This Github repo is for a proactive camera controller. We control two main camera attributes: exposure time (shutter speed) and gain simultaneously. The overall procedure consists of three modules,

  • image synthesis module
  • metric evaluation module
  • control module module

ezgif com-resize

We provide Matlab and C/C++ code. Since this code is to control a camera, the code should be compiled together with the camera driver. In this sample code, we implement our controller code with Bluefox camera driver.

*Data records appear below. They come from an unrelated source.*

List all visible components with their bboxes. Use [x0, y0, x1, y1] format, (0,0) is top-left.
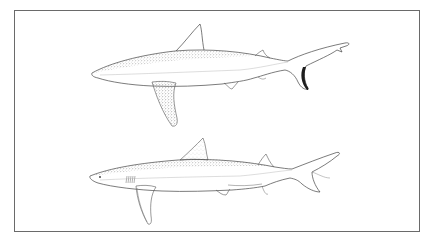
shark-lower-caudal-fin: [312, 172, 330, 178]
shark-lower: [90, 138, 340, 224]
shark-illustration-plate: [0, 0, 437, 245]
shark-upper-first-dorsal-fin: [176, 24, 204, 51]
shark-upper-pectoral-fin: [152, 81, 177, 126]
shark-lower-body: [90, 152, 340, 192]
shark-upper-anal-fin: [258, 77, 266, 79]
shark-upper-second-dorsal-fin: [255, 50, 270, 58]
shark-lower-gill-slits: [126, 176, 135, 183]
shark-upper: [92, 24, 349, 126]
shark-lower-pectoral-fin: [136, 185, 156, 224]
shark-lower-eye: [99, 176, 101, 178]
shark-lower-first-dorsal-fin: [180, 138, 208, 160]
shark-lower-anal-fin: [228, 184, 268, 194]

In the experiment, we have used a sensor rig consists of three bluefox cameras ().

camrig

Cite our work via

Joowan Kim, Younggun Cho and Ayoung Kim, Proactive Camera Attribute Control using Bayesian Optimization for Illumination-Resilient Visual Navigation. IEEE Transactions on Robotics, 2020.

@ARTICLE{jwkim-2020-tro,
         author={J. Kim and Y. Cho and A. Kim},
         journal={IEEE Transactions on Robotics},
         title={Proactive Camera Attribute Control Using Bayesian Optimization for Illumination-Resilient Visual Navigation},
         year={2020},
         note={Accepted. In print.}}

The author version of the paper can be downloaded in this link.

Matlab

Matlab folder contains the following subfolders.

  • controller
    Run exp_gain_controller to run with sample images.
  • synthetic
    Run run_synth_gen to synthesize using a sample image.
  • data
    This folder contains sample images.
  • fcns_synth and fcns_gp
    These folders contain libraries to run camera control and synthesis.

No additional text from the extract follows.